Leftists and Realists in a Tree, K-i-s-s-i-n-g

One of the interesting things about Walt & Mearsheimer’s book is their reliance on the left. Their citations overflow with lib-lefters, from Counterpunch to the Nation to J.J. Goldberg to Michael Massing. Leftwing rabbi Michael Lerner has embraced W&M. But Walt & Mearsheimer are realists. That means they’re not particularly idealistic about international behavior. The world is an anarchic place, in their view, and states will do anything to protect themselves. Israel got the bomb, now Iran wants it, that’s how international relations work…

Trita Parsi’s book on Iran marries the same two crowds. Former neocon Francis Fukuyama (who describes himself as an idealistic realist) was Parsi’s scholarly mentor. And Parsi was helped by Roane Carey, a longtime editor at the Nation. At Parsi’s event the other day, the panel included progressive M.J. Rosenberg, and Michael Hirsh, who certainly sounded liberal. In the audience was American Conservative editor Scott McConnell.

This is the new alliance in American intellectual life, and it is potentially transformative. Zbig Brzezinski, meet Barak Obama.

We have the neocons to thank for this entente. The neoconservatives are true radicals, revolutionaries (when it comes to other societies!). They made an alliance with neoliberals like Thomas Friedman and Kenneth Pollack and Hillary Clinton, partly because they come from the same meritocratic culture, and share a regard for Israel. The neocon columnist David Brooks said it best a few months back, when he said that there was going to be a political shuffling between the two parties, with globalist idealists going to one side and isolationist realists to the other.

The globalist revolutionaries got us into Iraq, of course; and Iraq is the glue for the realist/leftist coalition. All of us who opposed the war feel vindicated by the tremendous unending suffering it has caused. Even now, I know some globalists who will say, "Well Iraq might still turn out well…." They seem to me morally obtuse, indifferent to Arab lives. The left has lent its moral focus to the realists. Walt and Mearsheimer’s book is animated by a deep concern for Palestinian human rights. And maybe we leftists will learn hardheadedness from the realists.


AIM OF THE EXERCISE :: Return, from the data below, each line that contains the word "pancréas".

#####

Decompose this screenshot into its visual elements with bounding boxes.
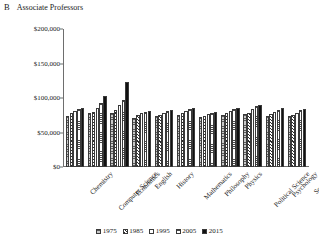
legend-label: 1975 <box>103 227 117 235</box>
chart-legend: 19751985199520052015 <box>0 227 319 235</box>
bar-group <box>197 29 219 167</box>
bar-2015 <box>170 110 173 167</box>
legend-swatch-icon <box>123 229 128 234</box>
bar-2015 <box>103 96 106 167</box>
bar-group <box>86 29 108 167</box>
legend-label: 2015 <box>209 227 223 235</box>
page-title: Associate Professors <box>17 3 83 13</box>
legend-item-1975: 1975 <box>96 227 117 235</box>
bar-group <box>153 29 175 167</box>
legend-swatch-icon <box>176 229 181 234</box>
bar-2015 <box>281 108 284 167</box>
y-axis-ticks <box>0 29 63 167</box>
x-axis-tick-label: History <box>175 170 196 191</box>
legend-swatch-icon <box>149 229 154 234</box>
bar-group <box>108 29 130 167</box>
figure-title-row: B Associate Professors <box>4 2 83 13</box>
bar-2015 <box>81 108 84 167</box>
bar-2015 <box>258 105 261 167</box>
x-axis-labels: ChemistryComputer ScienceEconomicsEnglis… <box>63 168 309 216</box>
legend-item-1985: 1985 <box>123 227 144 235</box>
legend-label: 1995 <box>156 227 170 235</box>
legend-item-2005: 2005 <box>176 227 197 235</box>
bar-2015 <box>125 82 128 167</box>
bar-2015 <box>192 108 195 167</box>
bar-group <box>219 29 241 167</box>
figure-panel-b: B Associate Professors $200,000$150,000$… <box>0 0 319 238</box>
bar-group <box>242 29 264 167</box>
bar-2015 <box>214 112 217 167</box>
legend-item-2015: 2015 <box>202 227 223 235</box>
legend-label: 1985 <box>129 227 143 235</box>
bar-group <box>131 29 153 167</box>
legend-swatch-icon <box>202 229 207 234</box>
bar-2015 <box>236 108 239 167</box>
legend-item-1995: 1995 <box>149 227 170 235</box>
bar-group <box>64 29 86 167</box>
bar-2015 <box>303 109 306 167</box>
legend-label: 2005 <box>182 227 196 235</box>
x-axis-tick-label: Chemistry <box>88 170 114 196</box>
bar-2015 <box>148 111 151 167</box>
bar-groups-container <box>63 29 309 167</box>
panel-letter: B <box>4 2 10 12</box>
bar-group <box>175 29 197 167</box>
bar-group <box>286 29 308 167</box>
legend-swatch-icon <box>96 229 101 234</box>
bar-group <box>264 29 286 167</box>
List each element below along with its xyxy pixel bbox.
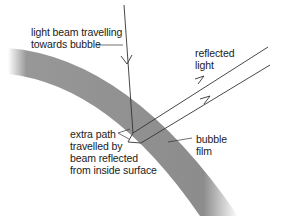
extra-path-label: extra path travelled by beam reflected f… [70,128,157,176]
arrow-down-icon [121,55,132,64]
arrow-up-right-icon [200,96,210,104]
incident-beam-label: light beam travelling towards bubble [31,26,122,50]
reflected-light-label: reflected light [195,47,234,71]
arrow-up-right-icon [195,76,204,84]
bubble-film-label: bubble film [196,133,227,157]
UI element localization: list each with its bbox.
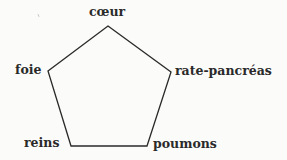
label-reins: reins (24, 137, 59, 150)
label-foie: foie (15, 64, 41, 77)
pentagon-diagram: cœur foie rate-pancréas reins poumons (0, 0, 287, 160)
label-poumons: poumons (153, 138, 217, 151)
pentagon-outline (48, 26, 171, 146)
label-coeur: cœur (89, 6, 125, 19)
label-rate-pancreas: rate-pancréas (175, 65, 272, 78)
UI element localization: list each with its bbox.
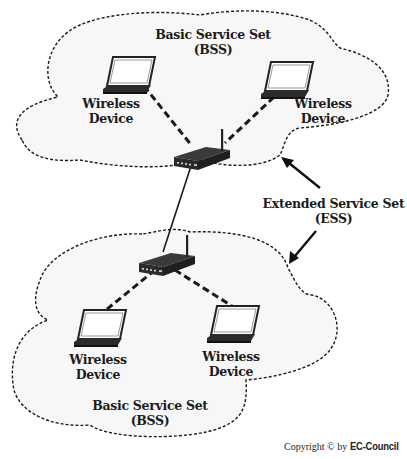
ess-label: Extended Service Set (ESS) [260,196,407,226]
device-label: Wireless Device [198,349,264,379]
device-label: Wireless Device [78,96,144,126]
diagram-canvas [0,0,407,459]
device-label: Wireless Device [290,96,356,126]
bottom-bss-label: Basic Service Set (BSS) [85,398,215,428]
brand-name: EC-Council [350,440,399,452]
device-label: Wireless Device [65,352,131,382]
copyright-notice: Copyright © by EC-Council [284,440,407,452]
arrow-icon [289,231,316,264]
ess-diagram: Basic Service Set (BSS) Wireless Device … [0,0,407,459]
top-bss-label: Basic Service Set (BSS) [148,27,278,57]
arrow-icon [281,157,320,188]
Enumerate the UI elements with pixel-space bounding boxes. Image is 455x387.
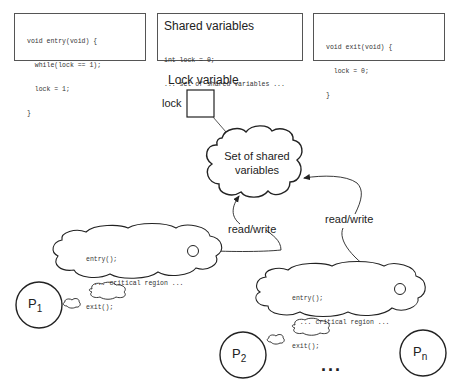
right-bubble-small [267, 335, 284, 345]
right-thought-circle [395, 284, 406, 295]
shared-cloud-line: variables [212, 163, 302, 177]
process-sub: 1 [37, 303, 43, 314]
process-pn-label: Pn [413, 344, 427, 362]
code-line: exit(); [292, 343, 390, 351]
code-line: entry(); [86, 256, 184, 264]
code-line: exit(); [86, 304, 184, 312]
shared-cloud-text: Set of shared variables [212, 149, 302, 177]
lock-variable-title: Lock variable [168, 73, 239, 87]
process-base: P [413, 344, 422, 359]
left-readwrite-label: read/write [228, 223, 276, 235]
left-readwrite-arrow [233, 196, 240, 224]
left-bubble-small [63, 299, 80, 309]
process-p2-label: P2 [232, 346, 246, 364]
process-ellipsis: ... [321, 355, 342, 376]
lock-label: lock [162, 97, 182, 109]
lock-connector [213, 117, 226, 132]
right-readwrite-label: read/write [325, 213, 373, 225]
left-thought-circle [188, 246, 199, 257]
right-thought-code: entry(); ... critical region ... exit(); [292, 279, 390, 359]
process-base: P [232, 346, 241, 361]
code-line: ... critical region ... [292, 319, 390, 327]
process-sub: n [422, 351, 428, 362]
shared-cloud-line: Set of shared [212, 149, 302, 163]
left-thought-code: entry(); ... critical region ... exit(); [86, 240, 184, 320]
code-line: ... critical region ... [86, 280, 184, 288]
process-p1-label: P1 [28, 296, 42, 314]
lock-square [187, 90, 214, 117]
code-line: entry(); [292, 295, 390, 303]
process-sub: 2 [241, 353, 247, 364]
process-base: P [28, 296, 37, 311]
right-readwrite-arrow [304, 176, 361, 214]
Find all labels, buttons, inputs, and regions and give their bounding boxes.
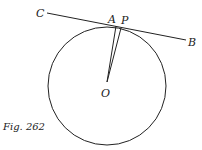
geometry-figure: C A P B O Fig. 262 [0, 0, 202, 150]
label-O: O [101, 88, 110, 99]
label-C: C [36, 8, 44, 19]
label-P: P [121, 15, 128, 26]
label-B: B [188, 37, 196, 48]
figure-caption: Fig. 262 [3, 122, 45, 132]
tangent-line-CB [47, 13, 186, 40]
circle [48, 27, 166, 145]
label-A: A [108, 14, 116, 25]
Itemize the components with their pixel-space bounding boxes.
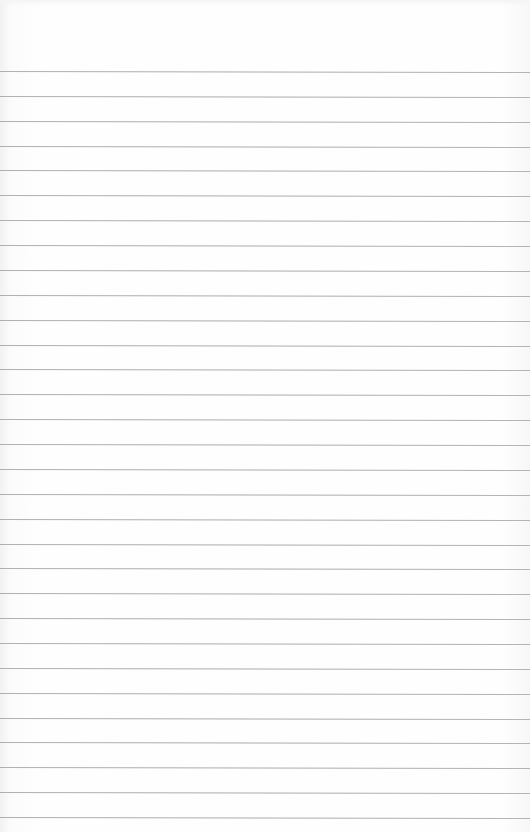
ruled-line (0, 419, 530, 421)
ruled-line (0, 767, 530, 769)
ruled-line (0, 121, 530, 123)
ruled-line (0, 693, 530, 695)
ruled-line (0, 270, 530, 272)
ruled-line (0, 369, 530, 371)
ruled-line (0, 618, 530, 620)
ruled-line (0, 817, 530, 819)
ruled-line (0, 494, 530, 496)
ruled-line (0, 394, 530, 396)
lined-paper-sheet (0, 0, 530, 832)
paper-top-edge (0, 0, 530, 6)
ruled-line (0, 195, 530, 197)
ruled-line (0, 469, 530, 471)
ruled-line (0, 593, 530, 595)
ruled-line (0, 245, 530, 247)
ruled-line (0, 519, 530, 521)
ruled-line (0, 668, 530, 670)
ruled-line (0, 295, 530, 297)
ruled-line (0, 742, 530, 744)
ruled-line (0, 544, 530, 546)
ruled-line (0, 96, 530, 98)
ruled-line (0, 146, 530, 148)
ruled-line (0, 345, 530, 347)
ruled-line (0, 792, 530, 794)
ruled-line (0, 718, 530, 720)
ruled-line (0, 170, 530, 172)
ruled-line (0, 643, 530, 645)
ruled-line (0, 568, 530, 570)
ruled-line (0, 444, 530, 446)
ruled-line (0, 71, 530, 73)
ruled-line (0, 320, 530, 322)
ruled-line (0, 220, 530, 222)
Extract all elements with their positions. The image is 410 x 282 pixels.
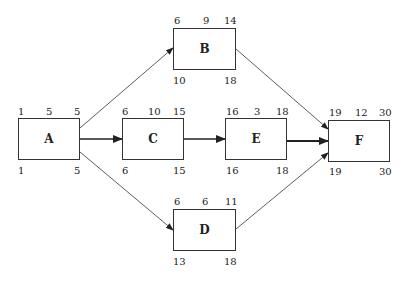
edge-b-f	[236, 49, 328, 129]
node-d-late-start: 13	[173, 257, 186, 267]
node-d-early-start: 6	[174, 197, 180, 207]
node-d-label: D	[199, 223, 209, 237]
node-a-early-start: 1	[18, 107, 24, 117]
node-e-early-start: 16	[226, 107, 239, 117]
node-c-late-start: 6	[122, 166, 128, 176]
node-b-duration: 9	[203, 16, 209, 26]
node-c-label: C	[148, 132, 158, 146]
node-c-early-finish: 15	[173, 107, 186, 117]
node-b-early-start: 6	[174, 16, 180, 26]
node-f-late-finish: 30	[379, 167, 392, 177]
node-a-late-finish: 5	[74, 166, 80, 176]
node-e-early-finish: 18	[276, 107, 289, 117]
node-c: C	[122, 118, 184, 160]
node-d-early-finish: 11	[225, 197, 238, 207]
node-f-duration: 12	[355, 108, 368, 118]
node-e: E	[225, 118, 287, 160]
node-b-early-finish: 14	[224, 16, 237, 26]
node-a-late-start: 1	[18, 166, 24, 176]
node-a-duration: 5	[46, 107, 52, 117]
node-c-early-start: 6	[122, 107, 128, 117]
node-e-duration: 3	[254, 107, 260, 117]
node-f: F	[328, 120, 390, 162]
node-d-late-finish: 18	[224, 257, 237, 267]
node-a: A	[18, 118, 80, 160]
node-a-label: A	[44, 132, 53, 146]
node-c-duration: 10	[148, 107, 161, 117]
node-e-label: E	[251, 132, 260, 146]
node-b: B	[173, 28, 236, 70]
node-f-early-finish: 30	[379, 108, 392, 118]
node-a-early-finish: 5	[74, 107, 80, 117]
node-c-late-finish: 15	[173, 166, 186, 176]
edge-a-d	[80, 152, 173, 230]
node-f-early-start: 19	[329, 108, 342, 118]
node-f-label: F	[355, 134, 364, 148]
node-d: D	[173, 209, 236, 251]
node-f-late-start: 19	[329, 167, 342, 177]
node-e-late-finish: 18	[276, 166, 289, 176]
node-b-late-finish: 18	[224, 76, 237, 86]
node-e-late-start: 16	[226, 166, 239, 176]
node-b-label: B	[199, 42, 209, 56]
node-d-duration: 6	[202, 197, 208, 207]
node-b-late-start: 10	[173, 76, 186, 86]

#####

OUTPUT OF THE TASK ::
pentagon-diagram: cœur foie rate-pancréas reins poumons (0, 0, 287, 160)
label-rate-pancreas: rate-pancréas (175, 65, 272, 78)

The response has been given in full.